In a city where ambition often wears a sharp suit and speaks in spreadsheets, Mr Jayesh Melvani’s pursuit of music as a career follows closely behind his day job.
By day, he’s a lawyer – a steady, buttoned-up professional that is a staple presence in Singapore’s fastidious work culture. But by night, he slips into a different role entirely: a baritone singer in ‘The Island Voices’, a local a cappella group that has seen its songs become a National Day mainstay ever since its debut at the parade in 2022.
Uniquely, Mr Jayesh, 27, is the only Indian member of the group, a distinction that has influenced both his, and the band’s musical journey.
The Island Voices started by happenstance, a patchwork of friends and singers cobbled together in late 2021 at the behest of the NDP 2022 music director. Mr Jayesh was actually the only member of the lineup that the founder, Mr Owen Li didn’t personally know. Owen was hunting for an Indian baritone who could sing in Tamil and a friend passed along Mr Jayesh’s name. “I was the only one Owen didn’t know, and the one he took a chance on,” Mr Jayesh recalled.
The group’s visibility swiftly grew beyond its initial purpose. Their viral YouTube mashups and appearances in international a cappella competitions, from Taiwan to Austria, cemented their place as a “super group” within Singapore’s diverse musical scene, mirroring the city-state’s multiracial identity.
Within The Island Voices, Mr Jayesh has woven elements of his Indian heritage into their collective sound, through subtle reharmonisations and rhythmic inflexions. Indian music, he said, shares some stylistic DNA with R&B and pop – genres that define much of The Island Voices’ repertoire. This meant he could borrow influences from one to enhance the other.
“I’m proud to bring that aspect to a wider audience,” he said, “especially because it helps people outside the Indian community discover this part of our culture.”
However, for Mr Jayesh, singing in Tamil, a language he did not grow up speaking, called for rallying his Tamil-speaking friends to perfect his pronunciation and help internalise cultural nuance.
This took them to performing Munnaeru Vaalibaa on the floating platform at the National Day Parade (NDP) in 2022 and releasing the official cover of Singai Naadu in 2024. The latter song, composed and sung by local musician Shabir Sultan has, since its release, grown in popularity beyond Singapore’s borders.
“Jayesh and Island Voices gave the song a new life while preserving its soul. I’m thankful we could offer this to the nation, from the community. When I released Singai Naadu in 2012, I didn’t expect it to travel this far. It wasn’t part of any official campaign or NDP initiative. It was simply a personal love letter to Singapore,” Mr Shabir shared.
Rehearsing for the NDP, Mr Jayesh recalled, was a marathon of physical and emotional endurance. Past year rehearsals often required a 12-hour commitment each day, with a 10am calltime, starting with hair and makeup, choreography, and ending with multiple run-throughs in the actual performance spaces.
The preparation often started in January with recording sessions and ramped up through March and May with rehearsals at campgrounds. Mr Jayesh recalls the special energy of performing for primary school audiences during P5 shows, the children’s exuberance backstage, waving banners and singing along, fueling the group’s own performance vitality. “We loved the P5 shows so much,” he said. “That energy is what we bring to the actual parade performances.”
This year, the group were featured in the music video of this year’s National Day song, Here We Are. Mr Jayesh looks back on the day of the shoot fondly, having had the chance to brush shoulders with artists whose music made recurring cameos in his childhood. Kit Chan’s national day classic, Home, is one that he believes has achieved a distinctive degree of adulation that cannot be replicated.
While representing Singapore on a national stage is a delicate balancing act, which Mr Jayesh said he carries with both pride and pressure, “there’s a lot at stake when you’re seen as representatives,” Mr Jayesh noted. “We want to push boundaries but also be mindful of the image and responsibility that comes with that.”
A key part of navigating that balance lies in the music he creates, which is shaped by influences that speak to both his cultural roots and contemporary identity. From the Indian league, legends like Sunidhi Chauhan, Shreya Ghoshal and A. R. Rahman inform his sensibility, as does the contemporary rise of local rapper Yung Raja, a friend and fellow alumnus of Singapore’s Music and Drama Company.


Directions
An exact copy of every entry is needed, with no images.

Material for this task
============================================================
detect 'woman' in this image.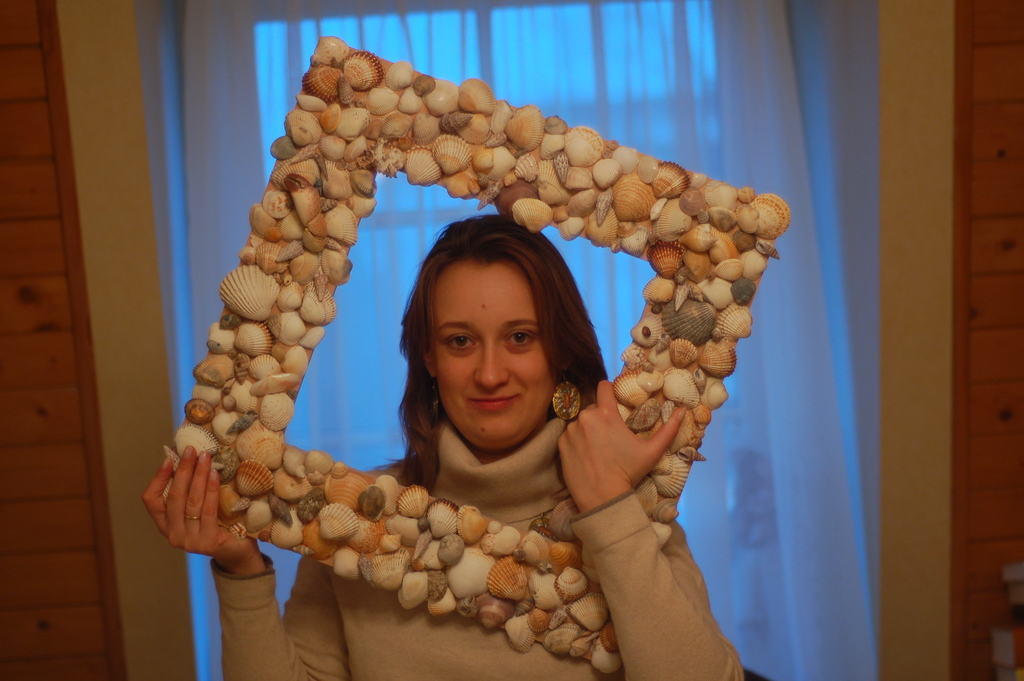
Detection: <box>144,217,740,680</box>.
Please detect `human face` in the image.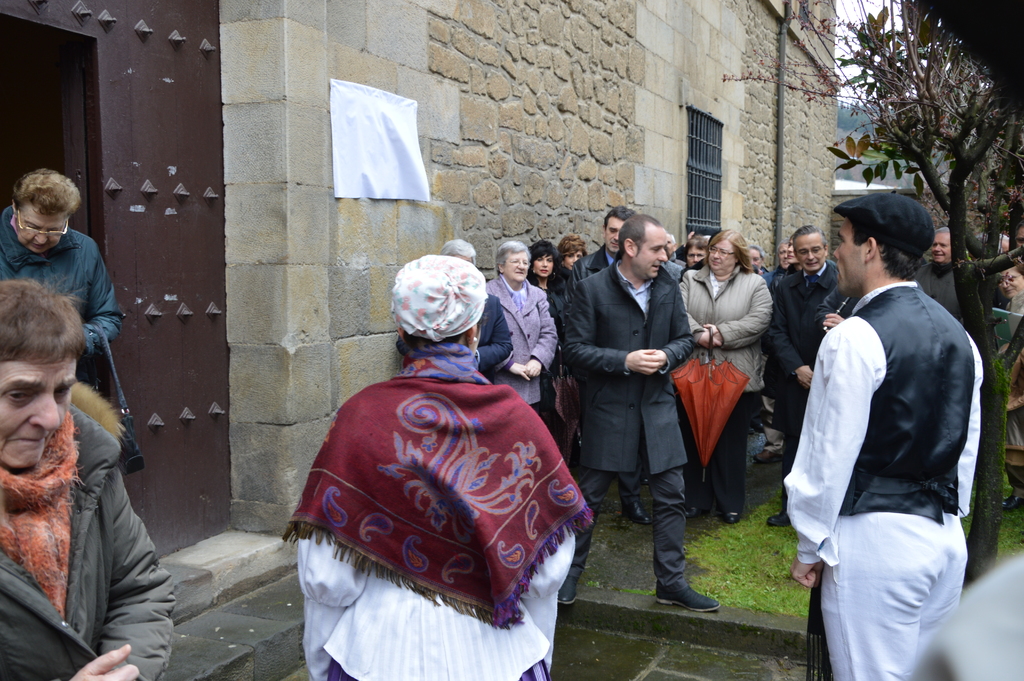
(835, 220, 866, 294).
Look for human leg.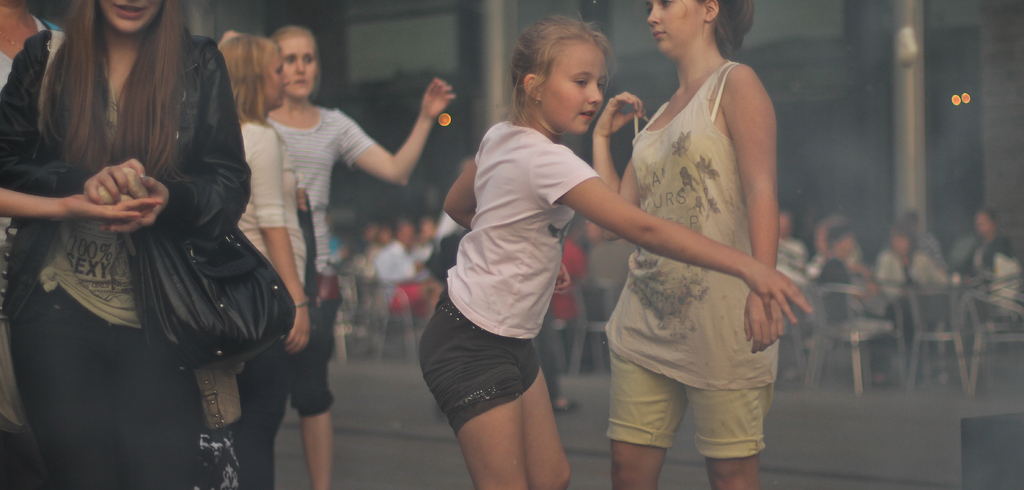
Found: box=[678, 390, 773, 488].
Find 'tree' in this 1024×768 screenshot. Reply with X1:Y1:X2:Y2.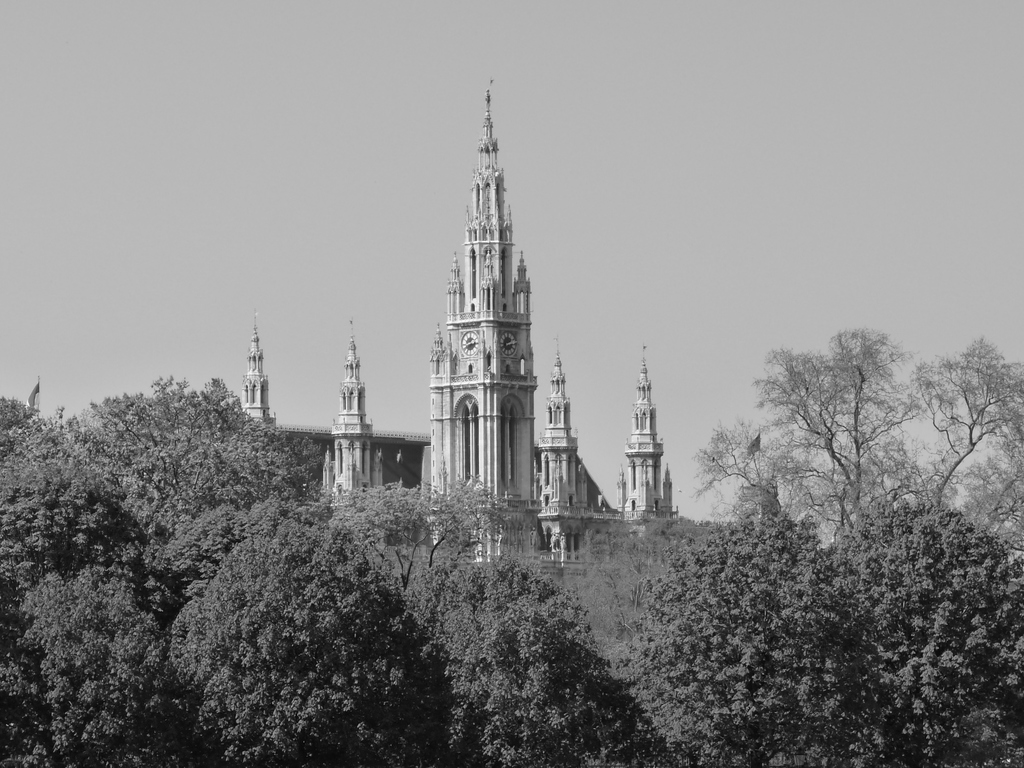
692:427:796:528.
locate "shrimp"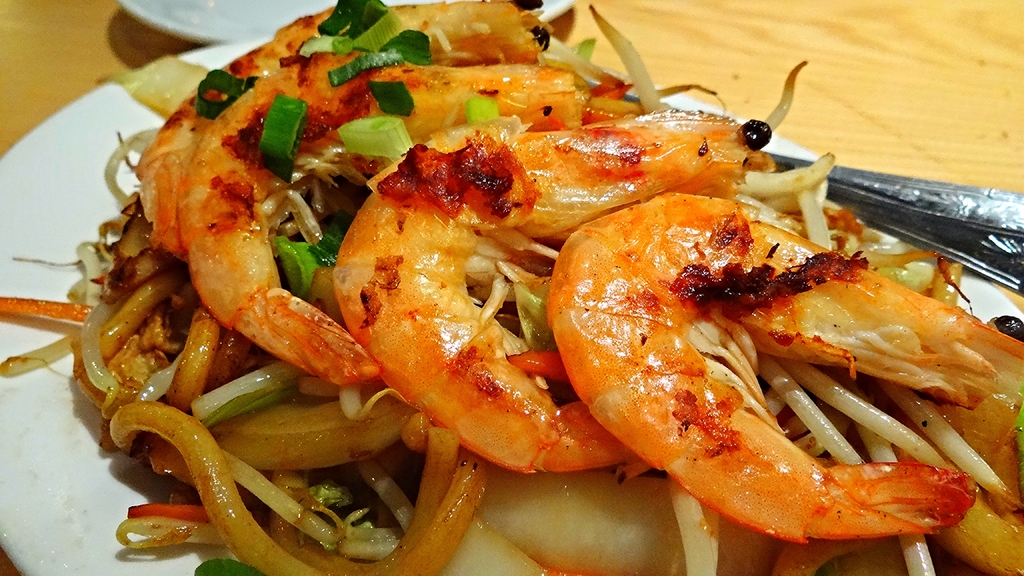
[x1=139, y1=0, x2=564, y2=258]
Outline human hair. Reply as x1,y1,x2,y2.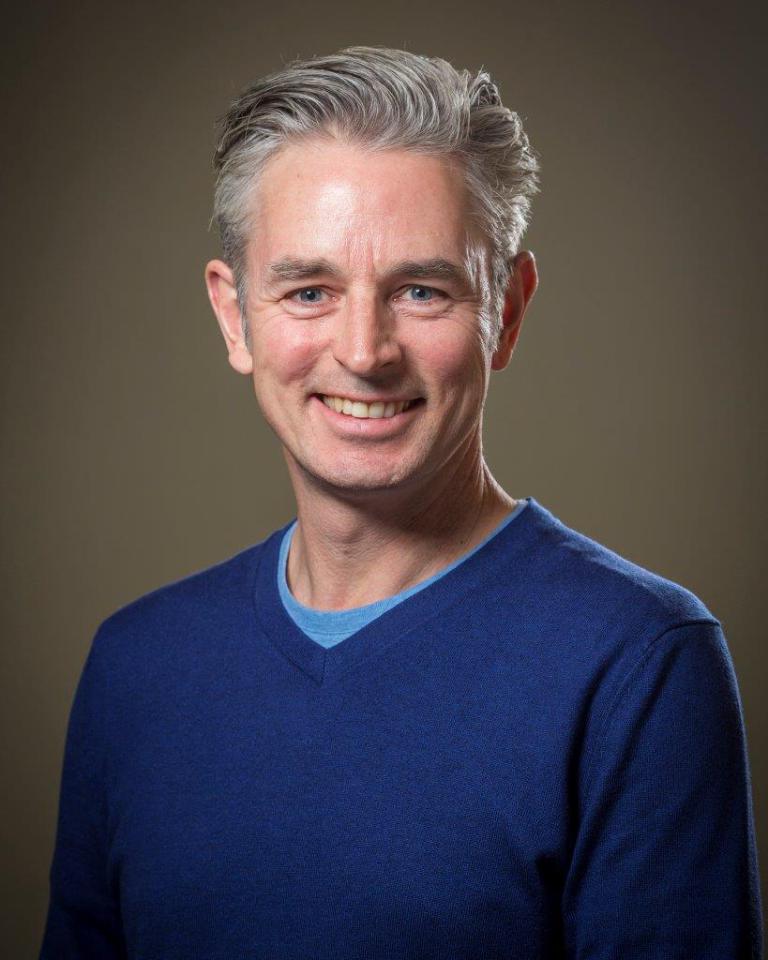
============================================================
The completed task
detect 'woman' in this image.
Detection: <box>144,217,740,680</box>.
Please detect `human face` in the image.
(835, 220, 866, 294).
Look for human leg.
Found: box=[678, 390, 773, 488].
Find 'tree' in this 1024×768 screenshot. Reply with X1:Y1:X2:Y2.
692:427:796:528.
locate "shrimp"
[x1=139, y1=0, x2=564, y2=258]
Outline human hair. Reply as x1,y1,x2,y2.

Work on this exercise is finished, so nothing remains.